Top of RECORDS FOR THIS TASK
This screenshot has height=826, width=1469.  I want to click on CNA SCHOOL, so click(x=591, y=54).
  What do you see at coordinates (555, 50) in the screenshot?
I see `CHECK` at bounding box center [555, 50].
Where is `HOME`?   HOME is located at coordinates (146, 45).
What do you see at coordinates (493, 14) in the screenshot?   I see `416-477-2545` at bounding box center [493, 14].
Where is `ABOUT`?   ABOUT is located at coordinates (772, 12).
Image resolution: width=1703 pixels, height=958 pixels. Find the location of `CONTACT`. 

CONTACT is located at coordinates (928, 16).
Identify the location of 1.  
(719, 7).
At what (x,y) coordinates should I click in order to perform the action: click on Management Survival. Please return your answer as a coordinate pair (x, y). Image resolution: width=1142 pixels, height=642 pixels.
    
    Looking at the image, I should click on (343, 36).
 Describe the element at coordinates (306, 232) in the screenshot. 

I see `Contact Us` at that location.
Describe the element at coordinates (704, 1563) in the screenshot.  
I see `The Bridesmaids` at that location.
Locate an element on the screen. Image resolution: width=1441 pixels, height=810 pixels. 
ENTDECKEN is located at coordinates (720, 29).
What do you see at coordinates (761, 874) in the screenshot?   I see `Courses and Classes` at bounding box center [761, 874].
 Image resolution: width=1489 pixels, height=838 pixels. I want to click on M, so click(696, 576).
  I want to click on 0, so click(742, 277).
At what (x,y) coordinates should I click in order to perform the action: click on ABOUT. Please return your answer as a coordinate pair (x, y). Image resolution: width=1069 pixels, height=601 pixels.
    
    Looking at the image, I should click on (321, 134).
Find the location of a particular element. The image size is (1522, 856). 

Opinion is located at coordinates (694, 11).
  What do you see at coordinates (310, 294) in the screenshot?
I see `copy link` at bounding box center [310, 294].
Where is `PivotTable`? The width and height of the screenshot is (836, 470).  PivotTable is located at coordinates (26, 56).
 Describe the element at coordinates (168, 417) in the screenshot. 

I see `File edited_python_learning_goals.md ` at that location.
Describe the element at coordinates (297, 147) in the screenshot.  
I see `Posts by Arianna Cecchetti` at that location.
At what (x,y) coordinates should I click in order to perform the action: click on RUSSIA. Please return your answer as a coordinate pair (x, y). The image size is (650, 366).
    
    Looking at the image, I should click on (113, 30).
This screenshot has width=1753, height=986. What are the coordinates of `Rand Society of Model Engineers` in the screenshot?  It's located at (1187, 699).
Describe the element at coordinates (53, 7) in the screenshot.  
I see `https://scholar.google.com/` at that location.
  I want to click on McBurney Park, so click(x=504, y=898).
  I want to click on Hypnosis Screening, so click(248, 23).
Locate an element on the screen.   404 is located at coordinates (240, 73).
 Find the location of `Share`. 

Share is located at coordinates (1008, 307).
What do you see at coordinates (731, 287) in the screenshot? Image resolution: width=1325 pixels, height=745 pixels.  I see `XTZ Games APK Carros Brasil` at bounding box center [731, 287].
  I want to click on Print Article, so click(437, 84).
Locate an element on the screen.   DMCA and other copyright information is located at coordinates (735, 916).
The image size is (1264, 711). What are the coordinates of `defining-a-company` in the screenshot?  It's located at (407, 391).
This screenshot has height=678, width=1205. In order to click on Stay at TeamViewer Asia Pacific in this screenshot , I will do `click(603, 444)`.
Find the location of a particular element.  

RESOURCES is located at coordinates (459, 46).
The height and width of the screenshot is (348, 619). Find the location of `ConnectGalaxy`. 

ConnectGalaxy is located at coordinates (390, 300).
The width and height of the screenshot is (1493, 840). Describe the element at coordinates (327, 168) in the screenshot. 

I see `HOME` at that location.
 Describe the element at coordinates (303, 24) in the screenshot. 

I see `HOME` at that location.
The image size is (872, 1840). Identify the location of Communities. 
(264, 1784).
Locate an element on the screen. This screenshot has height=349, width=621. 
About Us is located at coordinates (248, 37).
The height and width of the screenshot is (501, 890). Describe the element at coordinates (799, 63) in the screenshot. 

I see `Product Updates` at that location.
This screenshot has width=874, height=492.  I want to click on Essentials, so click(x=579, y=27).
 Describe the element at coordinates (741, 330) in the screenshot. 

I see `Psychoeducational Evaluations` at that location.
Bottom of RECORDS FOR THIS TASK
#### YOUR GOAL
Type out the records again exactly, line for line.

#### PROBLEM SOLUTION
This screenshot has height=826, width=1469.  I want to click on CNA SCHOOL, so click(x=591, y=54).
  What do you see at coordinates (555, 50) in the screenshot?
I see `CHECK` at bounding box center [555, 50].
Where is `HOME`?   HOME is located at coordinates (146, 45).
What do you see at coordinates (493, 14) in the screenshot?   I see `416-477-2545` at bounding box center [493, 14].
Where is `ABOUT`?   ABOUT is located at coordinates (772, 12).
Image resolution: width=1703 pixels, height=958 pixels. Find the location of `CONTACT`. 

CONTACT is located at coordinates (928, 16).
Identify the location of 1.  
(719, 7).
At what (x,y) coordinates should I click in order to perform the action: click on Management Survival. Please return your answer as a coordinate pair (x, y). Image resolution: width=1142 pixels, height=642 pixels.
    
    Looking at the image, I should click on (343, 36).
 Describe the element at coordinates (306, 232) in the screenshot. 

I see `Contact Us` at that location.
Describe the element at coordinates (704, 1563) in the screenshot.  
I see `The Bridesmaids` at that location.
Locate an element on the screen. Image resolution: width=1441 pixels, height=810 pixels. 
ENTDECKEN is located at coordinates (720, 29).
What do you see at coordinates (761, 874) in the screenshot?   I see `Courses and Classes` at bounding box center [761, 874].
 Image resolution: width=1489 pixels, height=838 pixels. I want to click on M, so click(696, 576).
  I want to click on 0, so click(742, 277).
At what (x,y) coordinates should I click in order to perform the action: click on ABOUT. Please return your answer as a coordinate pair (x, y). Image resolution: width=1069 pixels, height=601 pixels.
    
    Looking at the image, I should click on (321, 134).
Find the location of a particular element. The image size is (1522, 856). 

Opinion is located at coordinates (694, 11).
  What do you see at coordinates (310, 294) in the screenshot?
I see `copy link` at bounding box center [310, 294].
Where is `PivotTable`? The width and height of the screenshot is (836, 470).  PivotTable is located at coordinates (26, 56).
 Describe the element at coordinates (168, 417) in the screenshot. 

I see `File edited_python_learning_goals.md ` at that location.
Describe the element at coordinates (297, 147) in the screenshot.  
I see `Posts by Arianna Cecchetti` at that location.
At what (x,y) coordinates should I click in order to perform the action: click on RUSSIA. Please return your answer as a coordinate pair (x, y). The image size is (650, 366).
    
    Looking at the image, I should click on (113, 30).
This screenshot has width=1753, height=986. What are the coordinates of `Rand Society of Model Engineers` in the screenshot?  It's located at (1187, 699).
Describe the element at coordinates (53, 7) in the screenshot.  
I see `https://scholar.google.com/` at that location.
  I want to click on McBurney Park, so click(x=504, y=898).
  I want to click on Hypnosis Screening, so click(248, 23).
Locate an element on the screen.   404 is located at coordinates (240, 73).
 Find the location of `Share`. 

Share is located at coordinates (1008, 307).
What do you see at coordinates (731, 287) in the screenshot? Image resolution: width=1325 pixels, height=745 pixels.  I see `XTZ Games APK Carros Brasil` at bounding box center [731, 287].
  I want to click on Print Article, so click(437, 84).
Locate an element on the screen.   DMCA and other copyright information is located at coordinates (735, 916).
The image size is (1264, 711). What are the coordinates of `defining-a-company` in the screenshot?  It's located at (407, 391).
This screenshot has height=678, width=1205. In order to click on Stay at TeamViewer Asia Pacific in this screenshot , I will do `click(603, 444)`.
Find the location of a particular element.  

RESOURCES is located at coordinates (459, 46).
The height and width of the screenshot is (348, 619). Find the location of `ConnectGalaxy`. 

ConnectGalaxy is located at coordinates (390, 300).
The width and height of the screenshot is (1493, 840). Describe the element at coordinates (327, 168) in the screenshot. 

I see `HOME` at that location.
 Describe the element at coordinates (303, 24) in the screenshot. 

I see `HOME` at that location.
The image size is (872, 1840). Identify the location of Communities. 
(264, 1784).
Locate an element on the screen. This screenshot has height=349, width=621. 
About Us is located at coordinates (248, 37).
The height and width of the screenshot is (501, 890). Describe the element at coordinates (799, 63) in the screenshot. 

I see `Product Updates` at that location.
This screenshot has width=874, height=492.  I want to click on Essentials, so click(x=579, y=27).
 Describe the element at coordinates (741, 330) in the screenshot. 

I see `Psychoeducational Evaluations` at that location.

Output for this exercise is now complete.